Peter Steinfels predicts the future
Peter Steinfels, the co-director of the Fordham Center for Religion and Culture, has a fun post on the Commenweal website that “predicts” the big religion stories in 2008.
Peter Steinfels, the co-director of the Fordham Center for Religion and Culture, has a fun post on the Commenweal website that “predicts” the big religion stories in 2008.

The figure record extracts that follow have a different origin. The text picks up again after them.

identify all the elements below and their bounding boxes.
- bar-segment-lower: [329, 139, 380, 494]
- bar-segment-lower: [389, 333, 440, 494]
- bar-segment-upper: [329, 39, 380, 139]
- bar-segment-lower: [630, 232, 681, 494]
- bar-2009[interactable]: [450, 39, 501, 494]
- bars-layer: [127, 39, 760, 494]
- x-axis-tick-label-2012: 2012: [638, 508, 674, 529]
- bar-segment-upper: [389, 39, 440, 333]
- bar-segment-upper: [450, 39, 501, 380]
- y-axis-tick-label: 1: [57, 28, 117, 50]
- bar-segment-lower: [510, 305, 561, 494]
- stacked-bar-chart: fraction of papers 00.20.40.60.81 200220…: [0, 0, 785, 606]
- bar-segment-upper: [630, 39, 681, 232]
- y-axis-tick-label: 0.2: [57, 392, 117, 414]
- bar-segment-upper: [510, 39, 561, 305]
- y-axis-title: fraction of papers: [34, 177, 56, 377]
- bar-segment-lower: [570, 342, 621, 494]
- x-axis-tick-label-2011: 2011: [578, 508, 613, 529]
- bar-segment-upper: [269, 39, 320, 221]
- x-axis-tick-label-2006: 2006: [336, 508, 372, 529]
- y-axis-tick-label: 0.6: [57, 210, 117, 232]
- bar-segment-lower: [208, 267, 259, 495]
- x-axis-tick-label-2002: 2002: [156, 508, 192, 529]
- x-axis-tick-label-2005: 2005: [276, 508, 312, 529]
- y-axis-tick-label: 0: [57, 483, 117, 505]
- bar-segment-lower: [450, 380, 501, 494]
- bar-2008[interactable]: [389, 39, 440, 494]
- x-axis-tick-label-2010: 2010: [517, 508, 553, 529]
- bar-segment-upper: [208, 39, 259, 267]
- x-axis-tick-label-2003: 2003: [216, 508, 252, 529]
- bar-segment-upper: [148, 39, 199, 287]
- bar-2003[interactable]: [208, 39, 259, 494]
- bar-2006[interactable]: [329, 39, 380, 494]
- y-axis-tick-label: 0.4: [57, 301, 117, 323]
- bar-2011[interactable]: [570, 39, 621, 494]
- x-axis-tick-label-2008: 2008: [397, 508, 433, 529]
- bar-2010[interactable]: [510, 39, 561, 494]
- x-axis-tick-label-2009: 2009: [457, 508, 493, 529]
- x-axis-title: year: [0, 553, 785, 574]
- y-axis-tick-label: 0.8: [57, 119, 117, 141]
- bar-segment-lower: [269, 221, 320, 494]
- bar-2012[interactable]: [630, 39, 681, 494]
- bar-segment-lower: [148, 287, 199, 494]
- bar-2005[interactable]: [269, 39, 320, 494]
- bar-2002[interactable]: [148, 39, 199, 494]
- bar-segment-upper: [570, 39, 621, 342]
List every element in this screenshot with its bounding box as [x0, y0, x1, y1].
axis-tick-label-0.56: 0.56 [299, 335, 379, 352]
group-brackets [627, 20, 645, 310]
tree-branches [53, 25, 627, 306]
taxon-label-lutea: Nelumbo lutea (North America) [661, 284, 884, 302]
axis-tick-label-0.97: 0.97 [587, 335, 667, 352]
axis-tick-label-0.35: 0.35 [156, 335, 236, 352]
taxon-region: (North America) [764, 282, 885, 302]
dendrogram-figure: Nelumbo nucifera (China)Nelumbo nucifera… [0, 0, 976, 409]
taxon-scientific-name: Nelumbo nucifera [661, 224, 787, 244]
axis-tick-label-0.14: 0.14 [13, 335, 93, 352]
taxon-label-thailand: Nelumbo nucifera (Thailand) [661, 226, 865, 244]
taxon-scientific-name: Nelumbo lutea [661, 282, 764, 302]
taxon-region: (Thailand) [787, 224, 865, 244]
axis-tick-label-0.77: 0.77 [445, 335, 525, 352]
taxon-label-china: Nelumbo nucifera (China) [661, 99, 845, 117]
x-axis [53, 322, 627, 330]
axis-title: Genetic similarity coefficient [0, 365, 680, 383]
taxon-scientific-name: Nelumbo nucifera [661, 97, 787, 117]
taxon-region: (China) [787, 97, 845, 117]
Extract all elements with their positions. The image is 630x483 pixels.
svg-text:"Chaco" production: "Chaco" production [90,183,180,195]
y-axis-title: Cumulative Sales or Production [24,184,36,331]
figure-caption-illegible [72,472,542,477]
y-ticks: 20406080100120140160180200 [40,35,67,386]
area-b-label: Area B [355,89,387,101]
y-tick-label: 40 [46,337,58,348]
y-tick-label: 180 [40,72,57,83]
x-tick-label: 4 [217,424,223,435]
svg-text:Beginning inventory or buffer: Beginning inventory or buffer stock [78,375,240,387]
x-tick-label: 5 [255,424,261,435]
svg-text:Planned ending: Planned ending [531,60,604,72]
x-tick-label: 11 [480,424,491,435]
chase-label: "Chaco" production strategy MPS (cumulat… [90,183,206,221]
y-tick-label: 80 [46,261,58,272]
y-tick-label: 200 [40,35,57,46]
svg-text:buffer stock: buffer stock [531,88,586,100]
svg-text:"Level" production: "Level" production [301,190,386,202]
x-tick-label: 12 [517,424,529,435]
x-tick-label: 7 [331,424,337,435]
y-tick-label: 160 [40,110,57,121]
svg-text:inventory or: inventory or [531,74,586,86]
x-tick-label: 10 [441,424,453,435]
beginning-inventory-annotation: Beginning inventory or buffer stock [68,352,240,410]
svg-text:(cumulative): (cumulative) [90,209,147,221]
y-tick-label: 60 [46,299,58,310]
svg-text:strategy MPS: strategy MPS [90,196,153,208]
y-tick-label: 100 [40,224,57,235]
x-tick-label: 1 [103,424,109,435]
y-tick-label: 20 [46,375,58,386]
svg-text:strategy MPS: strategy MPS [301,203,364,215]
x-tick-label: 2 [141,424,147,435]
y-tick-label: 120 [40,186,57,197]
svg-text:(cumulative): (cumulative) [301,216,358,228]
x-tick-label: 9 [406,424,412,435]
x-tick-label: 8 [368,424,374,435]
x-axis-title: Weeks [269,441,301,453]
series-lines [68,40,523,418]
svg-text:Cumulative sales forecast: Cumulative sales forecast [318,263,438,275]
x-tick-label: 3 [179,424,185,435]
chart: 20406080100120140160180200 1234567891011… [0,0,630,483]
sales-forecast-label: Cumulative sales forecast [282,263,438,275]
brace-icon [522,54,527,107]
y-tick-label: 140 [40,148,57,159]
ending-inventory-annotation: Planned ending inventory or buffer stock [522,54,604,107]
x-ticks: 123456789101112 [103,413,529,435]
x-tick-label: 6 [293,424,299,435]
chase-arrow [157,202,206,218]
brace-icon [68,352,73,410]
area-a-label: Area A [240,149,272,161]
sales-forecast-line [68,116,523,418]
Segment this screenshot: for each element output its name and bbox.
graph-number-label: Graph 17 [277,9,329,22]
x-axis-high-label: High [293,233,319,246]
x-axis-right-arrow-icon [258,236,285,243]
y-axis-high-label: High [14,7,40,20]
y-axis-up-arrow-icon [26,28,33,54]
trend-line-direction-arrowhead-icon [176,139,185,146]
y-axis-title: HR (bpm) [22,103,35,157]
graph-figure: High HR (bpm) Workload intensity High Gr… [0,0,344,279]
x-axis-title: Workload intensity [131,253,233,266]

After the caucus results came in, it was natural to assume that reporters would tell us about the Democratic Party’s commitment to religion. So what did reporters tell us? Well, the major papers told us . . . nothing.
Art by Dennis Di Vicenzo
On View: Epiphany by Frank Logue. Infrared film, toned gelatin silver print. As seen in: A New Light : Collects of Advent, Christmas and Epiphany,
On View: Epiphany Times Three by Kathrin Burleson. Watercolor, 2007, 8″ x 10″ . As seen in: Feasts for the Eyes, an exhibition of Episcopal
Joel Osteen is the pastor of Houston’s Lakewood Church, which may well be the largest congregation in the country. Even beyond his own congregation, he is well known for his postive message of the Gospel — a message that many call the Prosperity Gospel. Chris Lehmann review Osteen’s latest book, Become a Better You, and is not at all impressed.
There was a great deal of reaction to the results of the Iowa Caucus last Thursday. Among the more interesting comments, however, was by Diana Butler Bass, who notes that Barack Obama and Mike Huckabee come from the two very different “poles of Protestantism.”
A colleague of mine noticed several years ago one of those marvelous phrases of multiple meaning strewn throughout our scriptures, the familiar reference to the magi who, “having been warned in a dream not to return to Herod, . . . left for their own country by another road.”